Yours, Mine, Ours

The Kiss by Klimt.jpg

In my experience, most people like to talk. Fewer listen. People are keenly interested in what they’re saying. Fewer ask questions or show as much interest when listening. It’s one of those little evidences of the fall. Conversation is more self-centered than other-centered.

This also plays out spiritually. When I talk to God, I tend to be full of my own affairs or concerns. Something I do regularly is ask the Lord if there’s something He wants to talk about. Is there something He wants to show me? Then I listen–sometimes more successfully than others.

This week I asked God if there was anything on His heart that He wanted to share. I said, “I don’t want to be full of my affairs. I want to be full of your affairs.” The Lord replied, “You are full of my affairs.” As He spoke, He showed me that all my affairs are His affairs because we are one. All His affairs are also my affairs.

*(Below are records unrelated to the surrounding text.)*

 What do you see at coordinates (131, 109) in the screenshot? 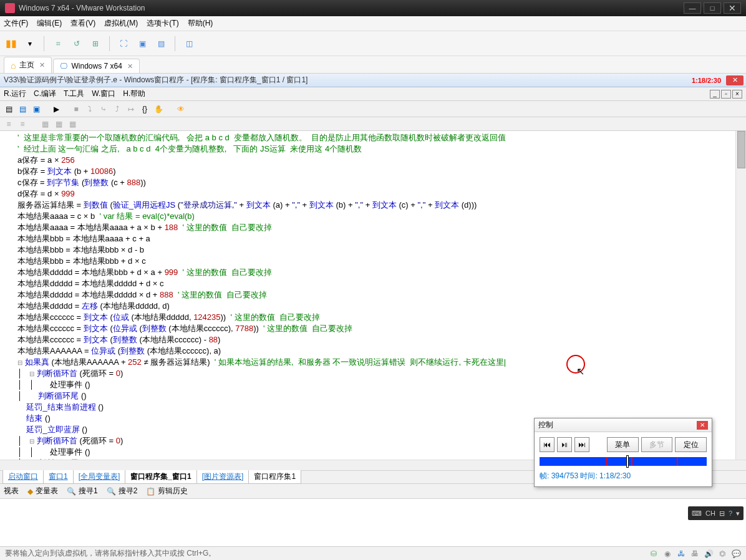
I see `continue-button: ↦` at bounding box center [131, 109].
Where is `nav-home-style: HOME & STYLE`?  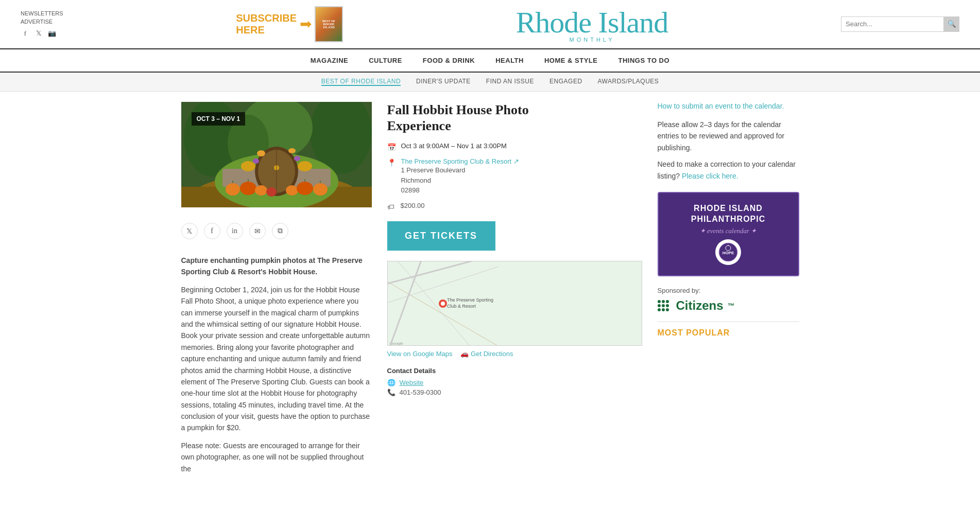 nav-home-style: HOME & STYLE is located at coordinates (571, 61).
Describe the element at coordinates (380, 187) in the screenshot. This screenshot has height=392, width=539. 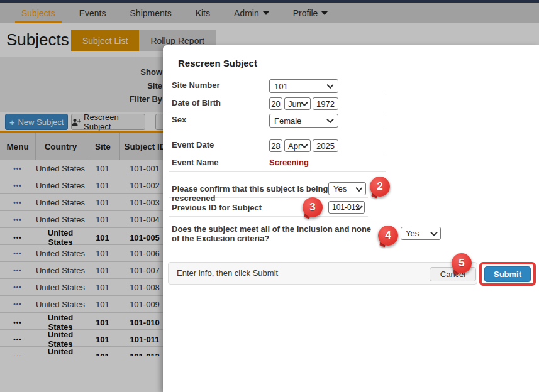
I see `badge-number: 2` at that location.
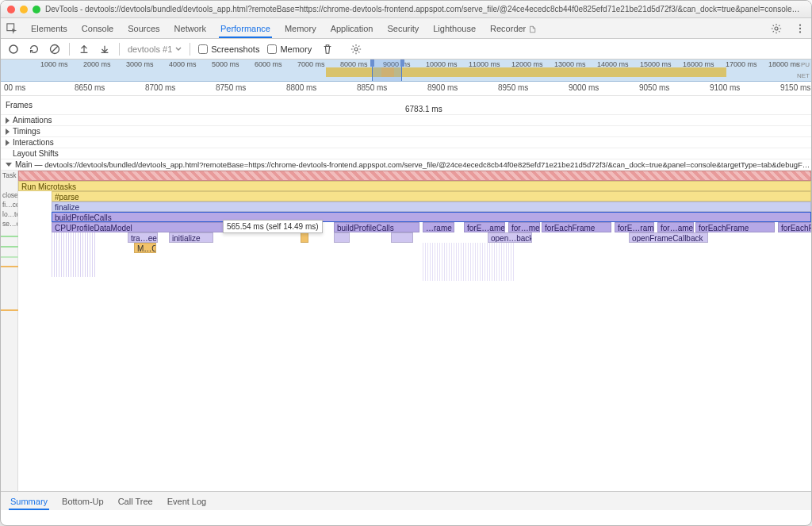 The image size is (812, 526). What do you see at coordinates (795, 87) in the screenshot?
I see `ruler-tick: 9150 ms` at bounding box center [795, 87].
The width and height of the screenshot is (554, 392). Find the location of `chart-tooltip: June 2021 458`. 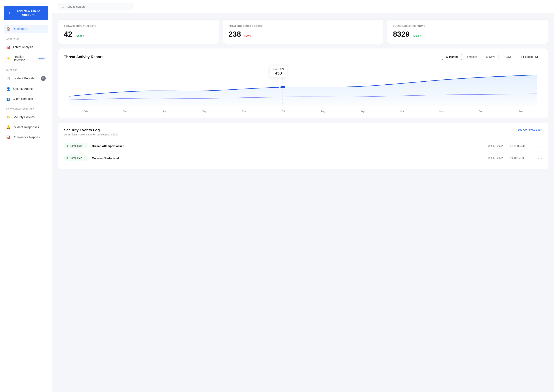

chart-tooltip: June 2021 458 is located at coordinates (278, 72).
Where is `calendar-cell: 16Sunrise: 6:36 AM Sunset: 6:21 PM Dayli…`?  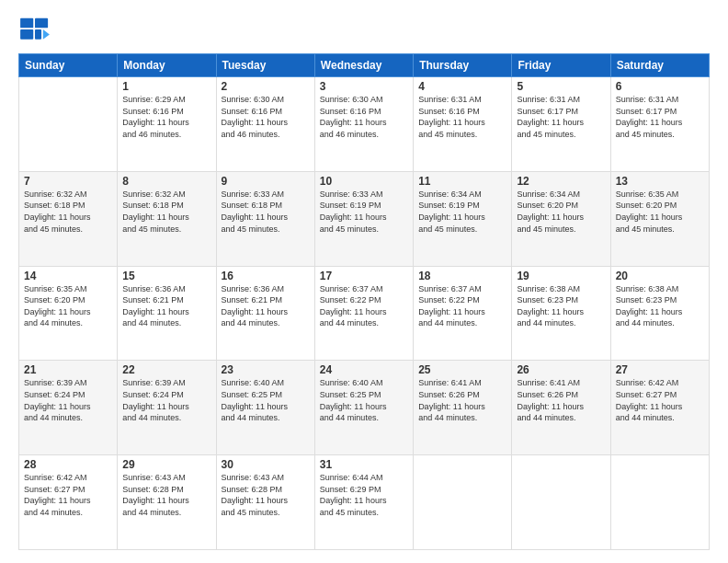
calendar-cell: 16Sunrise: 6:36 AM Sunset: 6:21 PM Dayli… is located at coordinates (265, 313).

This is how marriages work. Years ago, my wife worked at a daycare & preschool. One of her jobs was to do the grocery shopping, and she was paid a little extra to do this. The groceries being needed during the week, she shopped on the weekend. It was a big job, and the many groceries were heavy for her to haul in. At some point (probably at her request), I began helping. It wasn’t my job, and I certainly wasn’t paid. I did it because we are married. Certainly, we do many things independently. But in an overall sense, there aren’t her things to do and mine. We are married. There isn’t her life and mine. There is our life, together.

The Lord’s answer to me was full of this marital perspective. Humans live in a mindset of separation–from God and each other. Once again, His thoughts are not our thoughts, neither are His ways our ways (Isaiah 55:8).

I want to keep considering the Lord, asking about His thoughts, showing interest in His hopes and plans. I also want to see our relationship as He does–we are joined whether I’m preaching a sermon or visiting family; whether I’m praying kingdom prayers or telling Him about my crummy day. “For no one ever hates his own flesh but provides and cares for it, just as Christ does for the church, since we are members of His body” (Eph. 5:29-30).

As members of His body, how can anything that concerns us not concern Him? My injured hand would barrage my brain with nerve impulses about its injury. Is my brain’s response, “Stop being so self-centered”, as if my hand were a separate being? No! If anything, my brain directs my other members to care for the injury.

The Lord’s unaffected goodness continues to stop me in my tracks. The things He says never cease to surprise me. You’d think, after 26-ish years, I wouldn’t be surprised or amazed anymore. But His mercies are new every morning (Lam. 3:22-23). Newness–never before exisiting newness–is God’s nature. To say I don’t deserve Him is an understatement–a fall-down, hide-my-face-and-cry understatement. But that’s kind of the point, isn’t it?